According to the Reuters news agency, Ergodan made it clear, however, that his government's ultimate objective was still to see Assad removed from power.
"We will (also) continue to prioritize our aim to remove the Syrian regime, to help protect the territorial integrity of Syria and to encourage a constitutional, parliamentary government system which embraces all (of its) citizens," said the Turkish leader.
Also Wednesday, Kurdish fighters captured a border crossing with Syria on Tuesday, expelling ISIS militants in heavy fighting that ground down to vicious house-to-house combat and close quarters sniping.
Iraqi Kurdish fighters, known as peshmerga, were doing the bulk of the fighting on the ground as a U.S.-led coalition carried out an aerial assault against ISIS in both Iraq and Syria. Britain joined the air campaign Tuesday, carrying out its first strikes against the extremists in Iraq - though it does not plan to expand into Syria.
The goal of the campaign is to push back the militant group that has declared a self-styled caliphate, or "Islamic State," ruled by its brutal interpretation of Islam in territory it has seized across much of Iraq and Syria.
On Tuesday, Kurdish fighters in Iraq said they saw some of the heaviest fighting yet. Peshmerga spokesman Halgurd Hekmat told The Associated Press the Kurds seized the border crossing of Rabia, which the extremists captured in their blitz across Iraq over the summer.
Rami Abdurrahman, the director of the Britain-based Syrian Observatory for Human Rights, also said the Kurds had retaken the border post. He said Syrian Kurdish militiamen, who control the Syrian side of the frontier, had helped in the fight.
Kurds wounded in the fighting were brought to a makeshift clinic in the town of Salhiyah, where dusty and exhausted, they described savage battles, with militants sniping at them from inside homes and from the windows of a hospital in Rabia.
"They're such good fighters," said one soldier, resting outside the clinic on a rock surrounded by blood-soaked bandages. He refused to be identified because he was not a senior officer. "They're fighting with weapons the Iraqi military abandoned - so, American weapons really."
Fighters at the clinic described how the peshmerga first took the town of Mahmoudiya near the Syrian border on Monday, then moved down the highway to assault Rabia. The two sides had intense clashes overnight, with ISIS snipers shooting from inside houses and setting off roadside bombs.
Peshmerga fighters advanced on a five-story hospital in the city, only to be ambushed by some two dozen militants inside, the fighters said.
Hekmat said the Kurdish fighters intended to push further south toward the town of Sinjar, which the extremists took last month, prompting the flight of members of the small Yazidi religious sect.

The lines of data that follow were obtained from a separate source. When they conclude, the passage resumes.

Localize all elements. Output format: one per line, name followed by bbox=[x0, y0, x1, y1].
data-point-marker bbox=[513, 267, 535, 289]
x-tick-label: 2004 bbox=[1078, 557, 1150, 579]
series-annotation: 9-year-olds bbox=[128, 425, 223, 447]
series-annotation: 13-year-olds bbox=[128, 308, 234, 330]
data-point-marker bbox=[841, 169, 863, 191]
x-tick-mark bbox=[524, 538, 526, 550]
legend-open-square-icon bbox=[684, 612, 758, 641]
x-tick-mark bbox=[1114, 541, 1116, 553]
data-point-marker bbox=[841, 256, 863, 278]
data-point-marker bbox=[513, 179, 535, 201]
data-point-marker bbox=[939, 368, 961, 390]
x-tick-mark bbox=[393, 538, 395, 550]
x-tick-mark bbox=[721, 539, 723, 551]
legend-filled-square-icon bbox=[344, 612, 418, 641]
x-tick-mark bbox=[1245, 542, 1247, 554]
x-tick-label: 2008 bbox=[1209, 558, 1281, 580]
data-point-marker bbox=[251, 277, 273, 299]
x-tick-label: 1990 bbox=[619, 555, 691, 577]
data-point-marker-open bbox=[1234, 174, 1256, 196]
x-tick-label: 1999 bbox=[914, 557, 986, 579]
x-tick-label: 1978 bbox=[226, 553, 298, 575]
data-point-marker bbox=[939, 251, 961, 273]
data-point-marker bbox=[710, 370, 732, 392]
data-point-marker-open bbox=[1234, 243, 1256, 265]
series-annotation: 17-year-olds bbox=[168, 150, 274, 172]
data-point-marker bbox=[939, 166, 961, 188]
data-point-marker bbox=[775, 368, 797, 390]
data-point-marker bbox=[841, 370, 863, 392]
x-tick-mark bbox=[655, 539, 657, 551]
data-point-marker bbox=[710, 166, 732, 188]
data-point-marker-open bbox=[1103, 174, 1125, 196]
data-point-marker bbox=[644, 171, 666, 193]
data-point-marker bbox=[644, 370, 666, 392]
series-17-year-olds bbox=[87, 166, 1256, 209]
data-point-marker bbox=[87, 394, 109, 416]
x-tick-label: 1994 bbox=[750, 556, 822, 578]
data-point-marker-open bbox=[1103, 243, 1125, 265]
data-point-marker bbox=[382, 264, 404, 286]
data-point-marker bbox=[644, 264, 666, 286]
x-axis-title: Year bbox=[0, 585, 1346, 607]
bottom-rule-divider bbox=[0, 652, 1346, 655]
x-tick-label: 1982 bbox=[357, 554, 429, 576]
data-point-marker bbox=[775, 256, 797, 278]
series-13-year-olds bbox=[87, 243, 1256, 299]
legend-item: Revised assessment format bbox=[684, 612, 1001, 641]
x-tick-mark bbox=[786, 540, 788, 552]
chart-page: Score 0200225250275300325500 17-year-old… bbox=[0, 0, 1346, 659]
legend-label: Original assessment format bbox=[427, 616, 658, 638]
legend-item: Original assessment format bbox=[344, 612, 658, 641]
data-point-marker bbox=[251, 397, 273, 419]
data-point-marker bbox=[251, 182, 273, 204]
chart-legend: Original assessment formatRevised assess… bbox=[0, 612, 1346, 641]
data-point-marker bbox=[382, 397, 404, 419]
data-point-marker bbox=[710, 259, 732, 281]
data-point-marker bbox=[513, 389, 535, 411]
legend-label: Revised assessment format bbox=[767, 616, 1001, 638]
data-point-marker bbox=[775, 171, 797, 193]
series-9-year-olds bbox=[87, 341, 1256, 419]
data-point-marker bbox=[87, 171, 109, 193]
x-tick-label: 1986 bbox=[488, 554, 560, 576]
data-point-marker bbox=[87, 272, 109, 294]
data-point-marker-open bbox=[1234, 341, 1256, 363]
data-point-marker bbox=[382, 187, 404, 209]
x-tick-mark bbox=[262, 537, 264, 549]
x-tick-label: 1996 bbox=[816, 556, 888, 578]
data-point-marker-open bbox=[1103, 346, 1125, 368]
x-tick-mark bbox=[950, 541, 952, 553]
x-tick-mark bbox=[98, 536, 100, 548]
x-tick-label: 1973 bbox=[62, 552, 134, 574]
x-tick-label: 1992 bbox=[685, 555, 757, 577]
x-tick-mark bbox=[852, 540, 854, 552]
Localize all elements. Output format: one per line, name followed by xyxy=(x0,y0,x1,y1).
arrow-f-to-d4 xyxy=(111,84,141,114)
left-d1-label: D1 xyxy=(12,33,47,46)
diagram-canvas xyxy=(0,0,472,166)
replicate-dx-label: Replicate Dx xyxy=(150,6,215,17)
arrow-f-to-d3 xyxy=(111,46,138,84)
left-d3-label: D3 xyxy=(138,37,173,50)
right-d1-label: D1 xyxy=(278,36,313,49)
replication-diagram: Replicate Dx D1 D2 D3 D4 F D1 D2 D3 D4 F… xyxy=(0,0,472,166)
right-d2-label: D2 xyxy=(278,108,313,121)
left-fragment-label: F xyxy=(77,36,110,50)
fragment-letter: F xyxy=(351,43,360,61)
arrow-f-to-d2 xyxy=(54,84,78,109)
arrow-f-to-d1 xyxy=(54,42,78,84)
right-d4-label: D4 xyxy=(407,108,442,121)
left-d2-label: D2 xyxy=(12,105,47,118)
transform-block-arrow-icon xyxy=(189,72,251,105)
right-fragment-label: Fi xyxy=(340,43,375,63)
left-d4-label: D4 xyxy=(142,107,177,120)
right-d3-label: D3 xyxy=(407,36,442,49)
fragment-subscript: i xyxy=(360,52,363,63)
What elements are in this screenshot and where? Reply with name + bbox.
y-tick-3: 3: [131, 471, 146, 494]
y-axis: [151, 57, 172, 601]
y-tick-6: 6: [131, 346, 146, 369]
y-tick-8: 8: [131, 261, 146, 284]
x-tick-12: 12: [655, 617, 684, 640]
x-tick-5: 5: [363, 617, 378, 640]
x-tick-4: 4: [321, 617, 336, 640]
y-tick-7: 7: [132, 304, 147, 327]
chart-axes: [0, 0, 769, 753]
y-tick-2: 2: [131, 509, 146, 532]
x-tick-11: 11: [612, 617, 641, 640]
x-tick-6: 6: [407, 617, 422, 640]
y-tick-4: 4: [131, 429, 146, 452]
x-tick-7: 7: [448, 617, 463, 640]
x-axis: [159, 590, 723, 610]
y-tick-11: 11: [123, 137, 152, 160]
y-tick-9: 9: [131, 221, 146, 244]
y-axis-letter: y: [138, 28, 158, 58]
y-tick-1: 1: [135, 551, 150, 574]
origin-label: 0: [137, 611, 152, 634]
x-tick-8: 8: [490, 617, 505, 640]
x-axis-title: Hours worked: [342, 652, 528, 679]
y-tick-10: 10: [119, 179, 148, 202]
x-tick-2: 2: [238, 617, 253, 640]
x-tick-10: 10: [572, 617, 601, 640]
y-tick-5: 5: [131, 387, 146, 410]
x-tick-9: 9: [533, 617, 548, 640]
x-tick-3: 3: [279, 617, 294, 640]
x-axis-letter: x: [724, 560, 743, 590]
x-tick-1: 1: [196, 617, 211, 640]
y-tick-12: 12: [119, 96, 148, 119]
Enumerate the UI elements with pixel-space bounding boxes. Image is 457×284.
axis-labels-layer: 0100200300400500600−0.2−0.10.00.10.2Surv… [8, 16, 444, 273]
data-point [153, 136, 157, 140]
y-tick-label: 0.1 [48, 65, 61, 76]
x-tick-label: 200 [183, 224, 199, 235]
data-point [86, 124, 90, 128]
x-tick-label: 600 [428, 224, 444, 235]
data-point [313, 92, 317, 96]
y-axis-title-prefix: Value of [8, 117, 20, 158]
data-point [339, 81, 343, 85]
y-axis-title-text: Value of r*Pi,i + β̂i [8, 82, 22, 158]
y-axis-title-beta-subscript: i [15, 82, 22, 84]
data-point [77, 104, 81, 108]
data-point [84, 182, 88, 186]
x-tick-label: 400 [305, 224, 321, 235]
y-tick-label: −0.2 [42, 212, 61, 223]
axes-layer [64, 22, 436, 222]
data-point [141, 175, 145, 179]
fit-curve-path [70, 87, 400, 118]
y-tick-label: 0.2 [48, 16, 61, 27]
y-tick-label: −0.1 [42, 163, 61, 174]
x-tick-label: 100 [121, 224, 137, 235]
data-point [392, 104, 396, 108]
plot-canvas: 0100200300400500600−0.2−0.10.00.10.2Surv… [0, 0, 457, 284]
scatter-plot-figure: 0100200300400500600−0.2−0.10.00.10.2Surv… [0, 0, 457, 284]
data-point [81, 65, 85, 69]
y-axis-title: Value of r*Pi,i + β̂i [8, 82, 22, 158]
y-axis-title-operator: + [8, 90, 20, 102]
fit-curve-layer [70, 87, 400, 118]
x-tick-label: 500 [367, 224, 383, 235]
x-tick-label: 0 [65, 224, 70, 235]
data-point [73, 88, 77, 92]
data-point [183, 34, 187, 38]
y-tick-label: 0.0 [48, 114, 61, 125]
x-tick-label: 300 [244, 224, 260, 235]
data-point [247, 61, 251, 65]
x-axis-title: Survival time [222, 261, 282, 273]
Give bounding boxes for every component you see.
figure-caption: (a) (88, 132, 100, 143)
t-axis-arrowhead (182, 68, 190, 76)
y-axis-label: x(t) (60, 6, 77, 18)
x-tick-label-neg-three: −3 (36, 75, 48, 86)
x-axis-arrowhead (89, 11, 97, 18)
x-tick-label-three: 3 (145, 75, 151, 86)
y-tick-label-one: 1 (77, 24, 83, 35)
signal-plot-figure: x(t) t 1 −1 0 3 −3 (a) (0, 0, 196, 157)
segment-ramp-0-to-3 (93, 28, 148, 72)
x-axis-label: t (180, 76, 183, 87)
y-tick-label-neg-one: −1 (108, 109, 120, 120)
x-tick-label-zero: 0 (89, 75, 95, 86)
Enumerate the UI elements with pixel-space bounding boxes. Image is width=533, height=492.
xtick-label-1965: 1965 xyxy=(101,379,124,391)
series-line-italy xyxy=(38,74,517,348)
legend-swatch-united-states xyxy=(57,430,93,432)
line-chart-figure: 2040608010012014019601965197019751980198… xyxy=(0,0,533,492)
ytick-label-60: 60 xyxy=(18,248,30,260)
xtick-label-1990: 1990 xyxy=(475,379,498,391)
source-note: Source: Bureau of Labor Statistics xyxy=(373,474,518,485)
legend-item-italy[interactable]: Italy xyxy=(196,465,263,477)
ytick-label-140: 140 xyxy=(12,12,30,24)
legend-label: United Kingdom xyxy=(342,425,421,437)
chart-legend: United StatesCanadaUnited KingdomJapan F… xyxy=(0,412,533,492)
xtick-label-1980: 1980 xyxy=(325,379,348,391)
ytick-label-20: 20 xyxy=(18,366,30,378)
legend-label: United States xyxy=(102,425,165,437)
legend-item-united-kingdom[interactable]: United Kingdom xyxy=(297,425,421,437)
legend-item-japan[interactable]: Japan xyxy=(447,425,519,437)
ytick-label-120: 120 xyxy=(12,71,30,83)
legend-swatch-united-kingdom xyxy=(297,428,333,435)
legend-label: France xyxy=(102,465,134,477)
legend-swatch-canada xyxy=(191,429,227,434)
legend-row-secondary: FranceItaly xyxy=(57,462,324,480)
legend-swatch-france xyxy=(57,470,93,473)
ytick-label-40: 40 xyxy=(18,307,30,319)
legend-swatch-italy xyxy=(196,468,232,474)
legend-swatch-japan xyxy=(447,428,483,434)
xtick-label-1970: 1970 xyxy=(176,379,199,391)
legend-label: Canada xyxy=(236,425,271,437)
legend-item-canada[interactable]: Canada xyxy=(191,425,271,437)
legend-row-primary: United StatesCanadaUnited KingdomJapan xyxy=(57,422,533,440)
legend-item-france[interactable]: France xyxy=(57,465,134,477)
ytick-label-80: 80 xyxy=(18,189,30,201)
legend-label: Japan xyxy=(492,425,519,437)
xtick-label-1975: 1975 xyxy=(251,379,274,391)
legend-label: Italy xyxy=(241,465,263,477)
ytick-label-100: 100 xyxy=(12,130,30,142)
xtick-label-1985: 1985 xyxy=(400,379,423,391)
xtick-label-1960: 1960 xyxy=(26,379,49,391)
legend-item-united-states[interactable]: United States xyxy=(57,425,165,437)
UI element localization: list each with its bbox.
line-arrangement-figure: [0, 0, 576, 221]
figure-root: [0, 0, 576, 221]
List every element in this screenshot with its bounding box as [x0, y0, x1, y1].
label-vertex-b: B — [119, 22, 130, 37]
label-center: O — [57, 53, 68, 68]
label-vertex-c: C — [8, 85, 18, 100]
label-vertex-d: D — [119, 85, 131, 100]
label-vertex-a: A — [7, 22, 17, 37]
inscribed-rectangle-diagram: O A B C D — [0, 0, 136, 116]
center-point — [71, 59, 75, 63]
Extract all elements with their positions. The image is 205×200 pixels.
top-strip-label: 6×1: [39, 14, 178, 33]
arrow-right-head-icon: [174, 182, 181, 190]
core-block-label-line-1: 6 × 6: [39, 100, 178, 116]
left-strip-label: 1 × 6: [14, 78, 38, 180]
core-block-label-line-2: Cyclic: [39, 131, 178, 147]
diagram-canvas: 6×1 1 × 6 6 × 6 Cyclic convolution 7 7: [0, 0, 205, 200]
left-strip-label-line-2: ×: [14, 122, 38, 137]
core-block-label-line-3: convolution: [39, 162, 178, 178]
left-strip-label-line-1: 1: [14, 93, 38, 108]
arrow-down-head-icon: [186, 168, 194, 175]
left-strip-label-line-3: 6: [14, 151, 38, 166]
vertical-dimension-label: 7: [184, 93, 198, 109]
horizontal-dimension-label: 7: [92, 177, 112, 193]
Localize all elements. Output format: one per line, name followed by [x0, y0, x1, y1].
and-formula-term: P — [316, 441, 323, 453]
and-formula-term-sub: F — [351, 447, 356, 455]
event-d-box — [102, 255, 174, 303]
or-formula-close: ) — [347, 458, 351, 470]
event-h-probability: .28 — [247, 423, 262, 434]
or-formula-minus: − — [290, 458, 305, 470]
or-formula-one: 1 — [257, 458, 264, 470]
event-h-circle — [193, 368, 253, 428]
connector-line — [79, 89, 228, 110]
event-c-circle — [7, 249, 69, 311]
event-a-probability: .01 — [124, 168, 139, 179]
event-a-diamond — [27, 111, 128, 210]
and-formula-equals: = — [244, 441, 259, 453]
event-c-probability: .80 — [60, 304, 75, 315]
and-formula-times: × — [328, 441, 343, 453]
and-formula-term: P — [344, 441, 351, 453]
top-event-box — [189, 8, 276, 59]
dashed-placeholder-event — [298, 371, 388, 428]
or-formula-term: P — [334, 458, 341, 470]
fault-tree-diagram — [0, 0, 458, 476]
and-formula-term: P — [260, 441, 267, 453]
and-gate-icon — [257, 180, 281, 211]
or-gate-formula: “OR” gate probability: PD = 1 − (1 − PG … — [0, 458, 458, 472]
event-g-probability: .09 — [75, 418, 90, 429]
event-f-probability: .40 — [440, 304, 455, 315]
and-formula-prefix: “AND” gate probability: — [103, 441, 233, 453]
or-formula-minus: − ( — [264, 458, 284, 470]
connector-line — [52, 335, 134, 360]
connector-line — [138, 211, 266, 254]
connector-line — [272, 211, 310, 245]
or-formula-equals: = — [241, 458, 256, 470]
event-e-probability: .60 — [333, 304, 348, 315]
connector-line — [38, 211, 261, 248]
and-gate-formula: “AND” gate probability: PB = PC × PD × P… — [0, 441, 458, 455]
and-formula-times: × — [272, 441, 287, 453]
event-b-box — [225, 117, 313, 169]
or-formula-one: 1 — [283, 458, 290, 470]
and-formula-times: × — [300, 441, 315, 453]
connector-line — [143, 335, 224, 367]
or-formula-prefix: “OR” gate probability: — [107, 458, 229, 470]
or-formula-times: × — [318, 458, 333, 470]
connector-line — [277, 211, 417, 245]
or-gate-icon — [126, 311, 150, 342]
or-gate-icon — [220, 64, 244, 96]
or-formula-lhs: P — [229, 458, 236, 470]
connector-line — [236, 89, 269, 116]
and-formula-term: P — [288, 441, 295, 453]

In Britain's first airstrikes of the campaign, two Tornado jets hit a heavy weapons post and an armored vehicle being used by the militants to attack Kurdish forces in northwest Iraq, British Defense Secretary Michael Fallon said in London.
In Washington, Pentagon spokesman Navy Rear Adm. John Kirby said the U.S. and its coalition partners conducted 20 strikes in Iraq and Syria against fixed and mobile targets. So far, about 306 air attacks have been conducted - more than 230 in Iraq and the rest in Syria, he said.
He said the strikes were having an effect because the extremists have changed their tactics - blending in more with the local population, dispersing and refraining from communicating as openly as they once did.
But, he said, that "doesn't mean they aren't still trying, and in some cases succeeding, at taking and holding ground."
"No one should be lulled into a false sense of security by accurate airstrikes," he said. "We will not, we cannot bomb them into obscurity."